25% of Worms Spread Via USB
An anonymous reader writes "In 2010, 25 percent of new worms have been specifically designed to spread through USB storage devices connected to computers, according to PandaLabs. This distribution technique is highly effective. With survey responses from more than 10,470 companies across 20 countries, it was revealed that approximately 48 percent of SMBs (with up to 1,000 computers) admit to having been infected by some type of malware over the last year. As further proof, 27 percent confirmed that the source of the infection was a USB device connected to a computer."
Since pretty much everything is connected with USB these days, is this any kind of surprise? Were there any worms spread using a serial port?
Tic-Tac-Toe, Global Thermonuclear War, and relationships all have the same winning move.
It's only going to surprise people who thought nobody would be stupid enough to enable autorun by default in a consumer OS.
No sig today...
How is this a "new" attack vector?
Microsoft has had auto-run on things like CDs and USB drives for years, and you usually need to turn it off. Otherwise, it would happily run any old shit you plug in without even asking.
When I plug my iPad into my Vista box, the auto-run dialog comes up and asks me if I want to either download pictures or open it like a file storage. There is no "do nothing" option, which I find kind of amusing, since I've usually turned off auto-run for everything.
I'm not even remotely surprised that USB is a popular attack vector -- they're the new floppies. Microsoft has defaulted to "easy" mode (run everything), which also happens to be the most trusting and dangerous mode you could get. I think this was kind of inevitable.
Lost at C:>. Found at C.
Good News: Assuming a certain level of competence where the windows machines formatting the drives in China were not recycled from somewhere else, had their hard drives given a clean wipe, and weren't hooked up to the Internet and used to browse Pr0n on lunch break, then yes drives in the blister pack are secure.
Bad News: It's highly dangerous to assume a certain level of competence.
Moral Of The Story: When you buy a flash drive, immediately format it and bypass and "value-added gravy" the manufacturer tries to shove down your throat.
To be fair, I think part of what people hated about Vista was that Microsoft finally implemented some decent security. Users complained about being asked to enter passwords to authorize software installation and the like. Vista was a tremendous resource hog, but it looked to me like Microsoft decided to upgrade security and stability first, then optimized performance later in Windows 7. That's the responsible thing to do, and I think Microsoft got burned for doing the right thing for a change.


--- WORK TO COMPLETE ---
For the data below, restate word for word only the lines from the line containing "You are a GUI" through the line containing "Task: Click on the h6: PM", both ends included.

───── THE DATA ─────

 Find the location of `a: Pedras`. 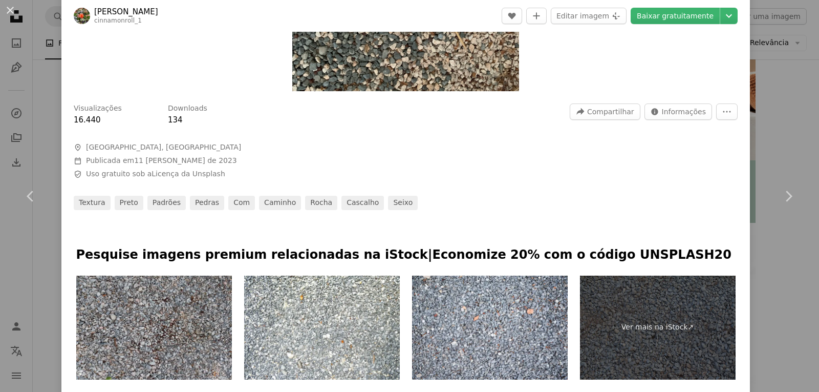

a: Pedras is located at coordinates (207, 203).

─────
───── THE DATA ─────

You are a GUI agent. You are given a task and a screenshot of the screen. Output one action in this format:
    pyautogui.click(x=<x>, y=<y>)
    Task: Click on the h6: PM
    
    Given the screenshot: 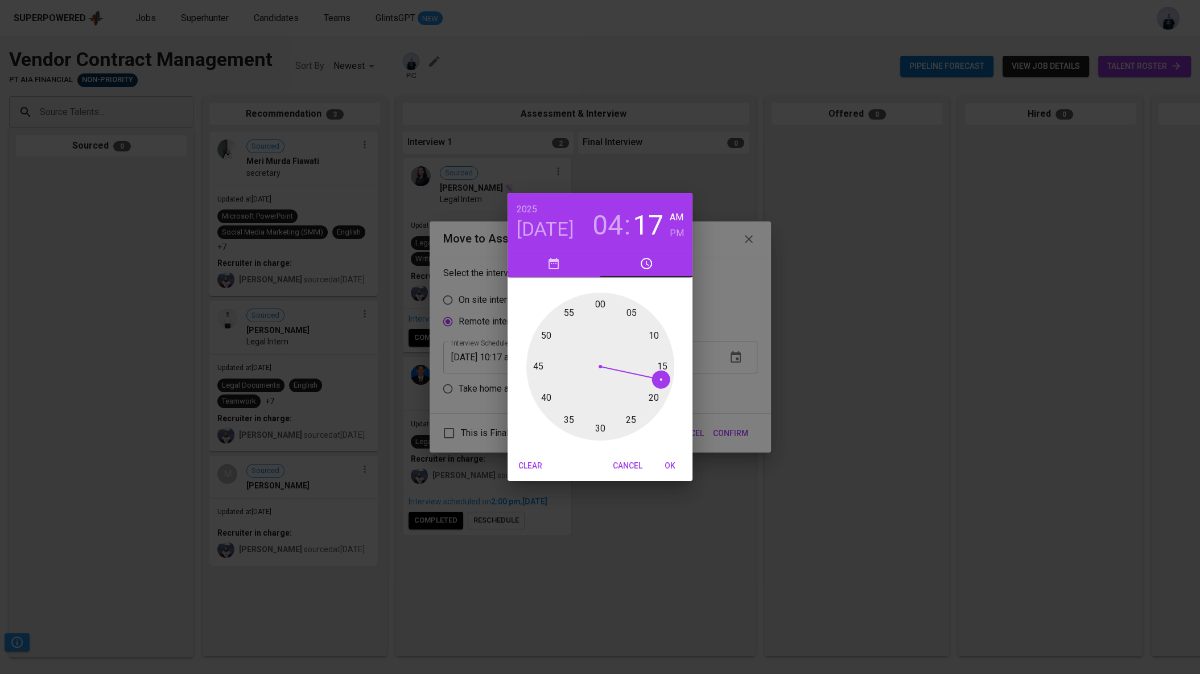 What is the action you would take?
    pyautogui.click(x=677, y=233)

─────

--- ANSWER SPACE ---
You are a GUI agent. You are given a task and a screenshot of the screen. Output one action in this format:
    pyautogui.click(x=<x>, y=<y>)
    Task: Click on the h6: PM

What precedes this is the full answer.